FOX 5 San Diego & KUSI News

The wettest June in San Diego history: A look back at Hurricane Boris

Rain drops on a window with blurred palm trees in the background.

SAN DIEGO — The remnants of Hurricane Boris created weather conditions that went down in San Diego County history.

According to the National Weather Service, heavy rains and thunderstorms swept the region in early June of 1990 as the tropical storm brought with it “a moist unstable air mass.”

Weather officials say Boris started as a “tropical wave” off the coast of Africa on May 20, 1990.

NWS describes a “tropical wave” as an elongated area of relatively low pressure (an inverted trough) or cyclonic curvature that moves east to west across the tropics.
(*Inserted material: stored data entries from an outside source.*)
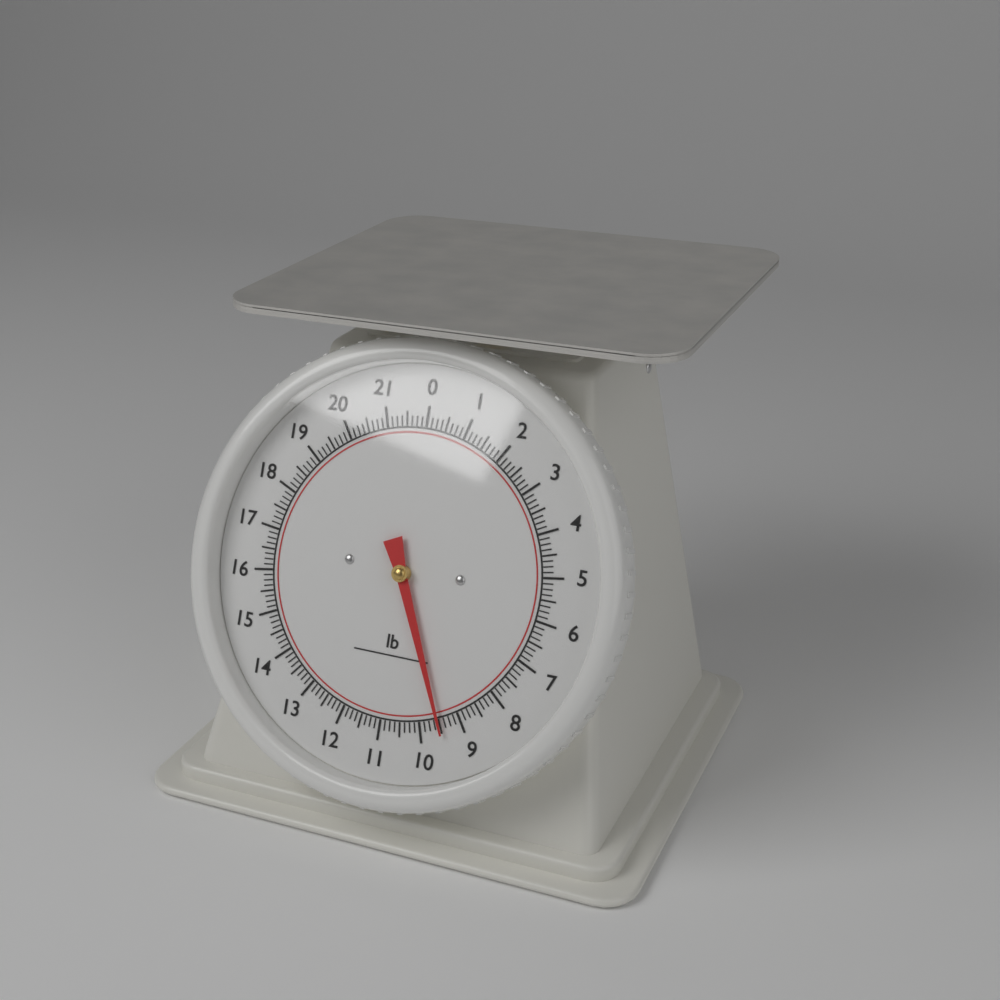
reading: 9.500 lb
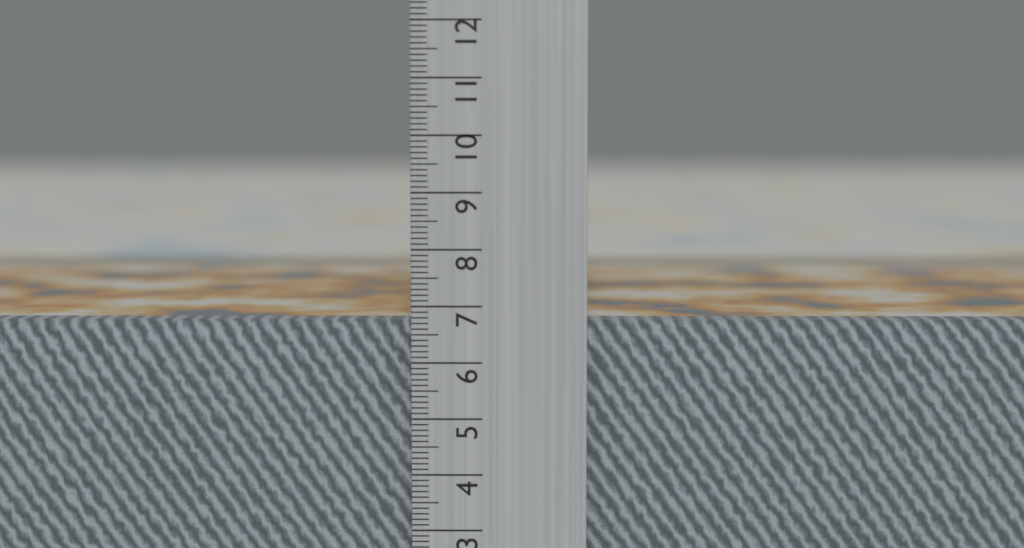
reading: 6.7 cm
This type of topical weather condition can lead to the formation of a tropical cyclone, which NWS says is also known as an “easterly wave.”

That’s exactly what happened in 1990 as Boris spent half a month drifting across the Atlantic and East Pacific oceans before ultimately developing into a hurricane in early June 1990, just off the west coast of Mexico.
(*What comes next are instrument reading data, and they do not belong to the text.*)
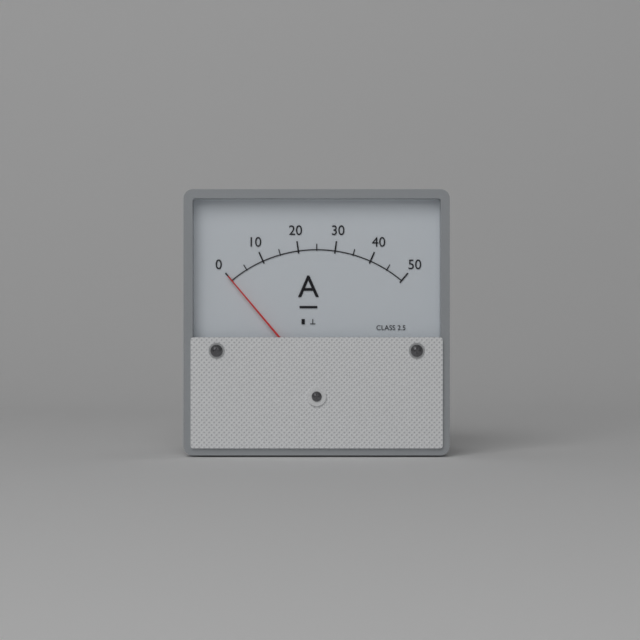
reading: 0 A
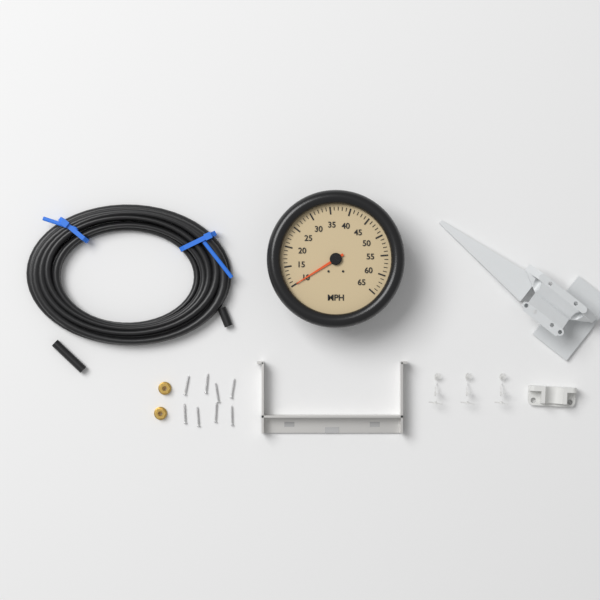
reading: 10 MPH
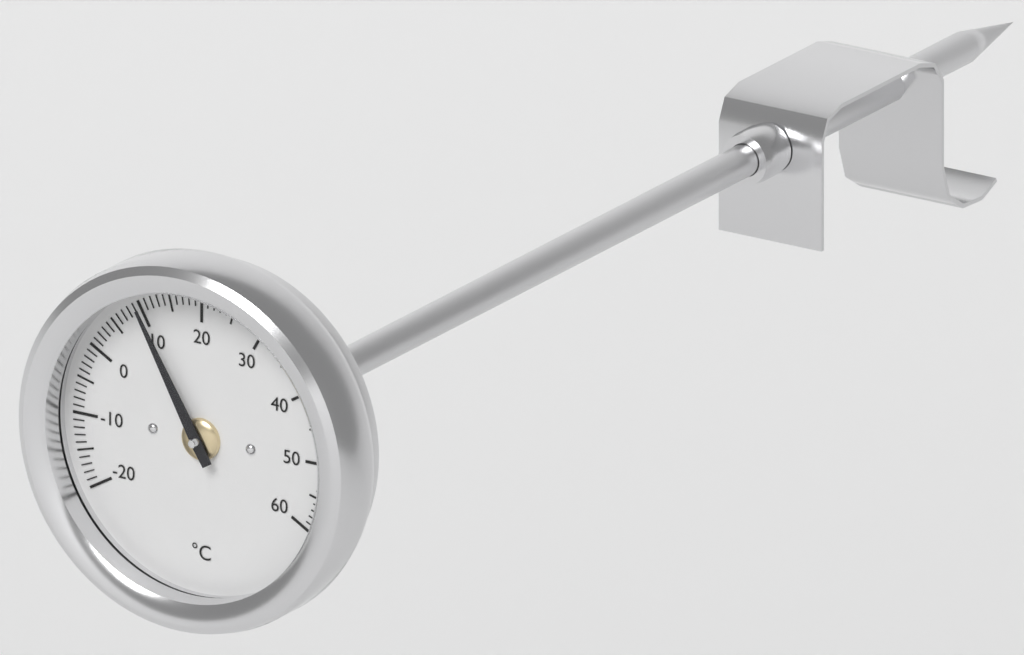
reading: 10 °C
To be considered a hurricane, NWS says a tropical cyclone has to have maximum sustained surface winds of 74 mph or greater.
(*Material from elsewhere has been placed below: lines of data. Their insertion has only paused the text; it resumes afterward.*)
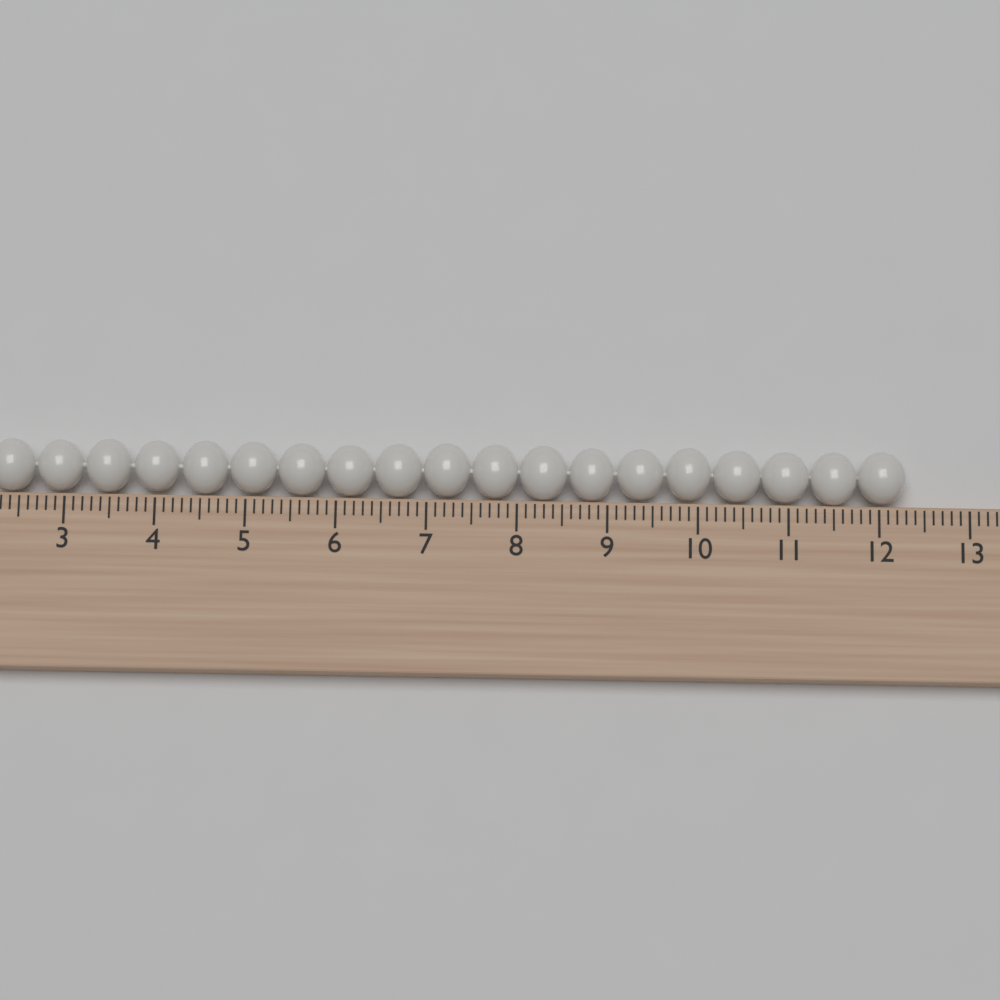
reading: 12.3 cm
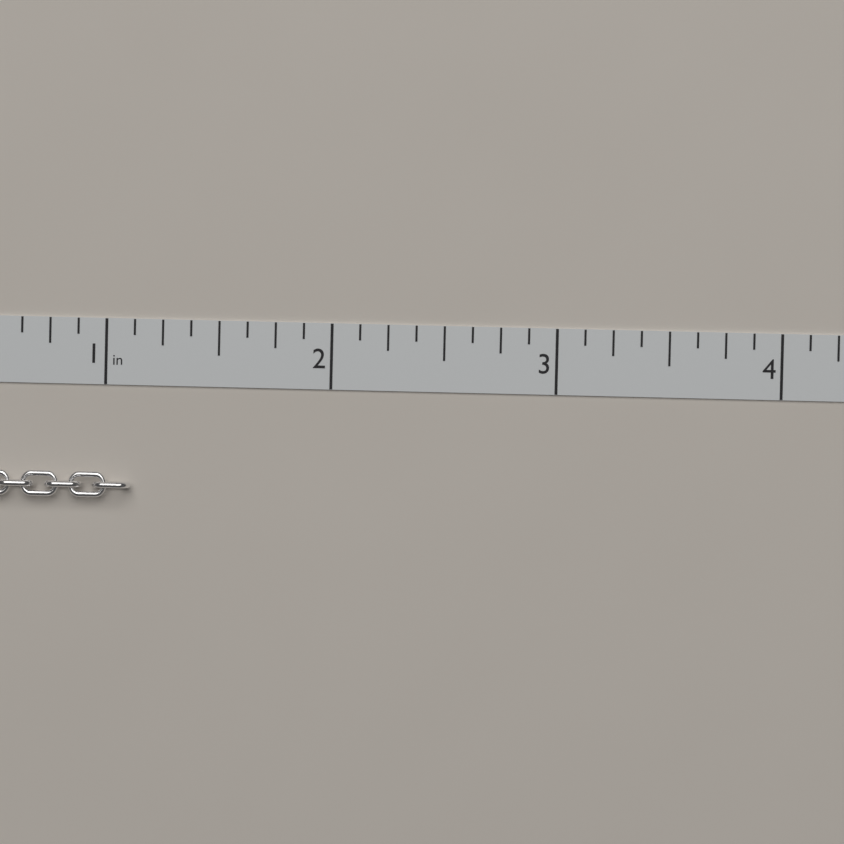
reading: 1.125 in
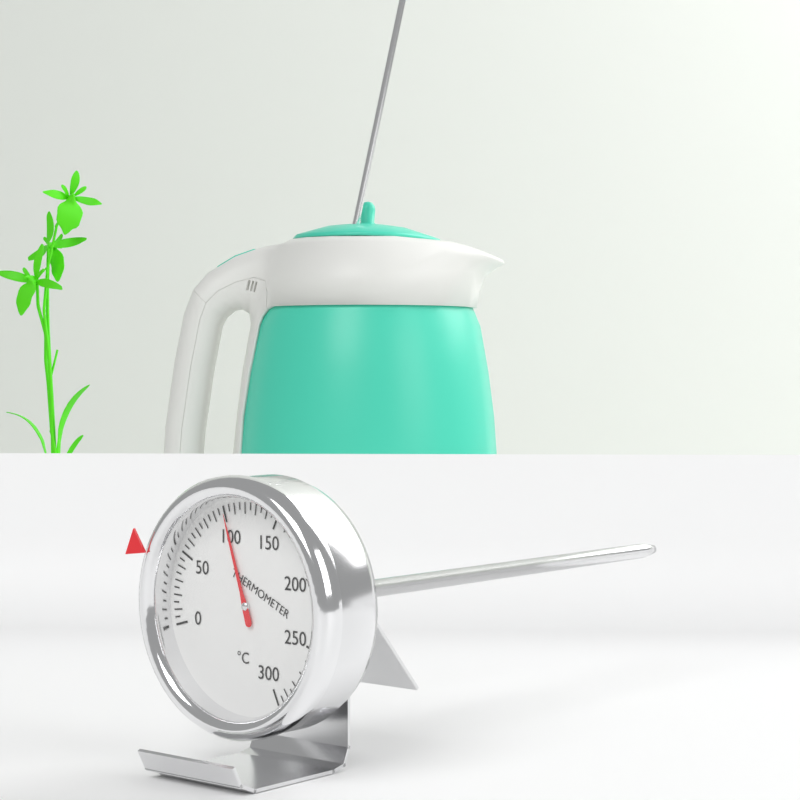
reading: 100 °C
Though San Diego generally isn’t considered an area where the effects of hurricanes are felt, weather officials say Boris “single-handedly produced the wettest June in San Diego since records began in 1850.”

On June 10, 1990, NWS records show 0.49 inches fell in the City of San Diego, marking the greatest one-day total for June in recorded history. Two-day rainfall totals during that same time reached 0.87 inches, according to the data.

In present day, there’s no remnants of hurricane weather brewing off the Southern California coast, however, some San Diego County areas woke to patches of drizzle as “June Gloom” persists.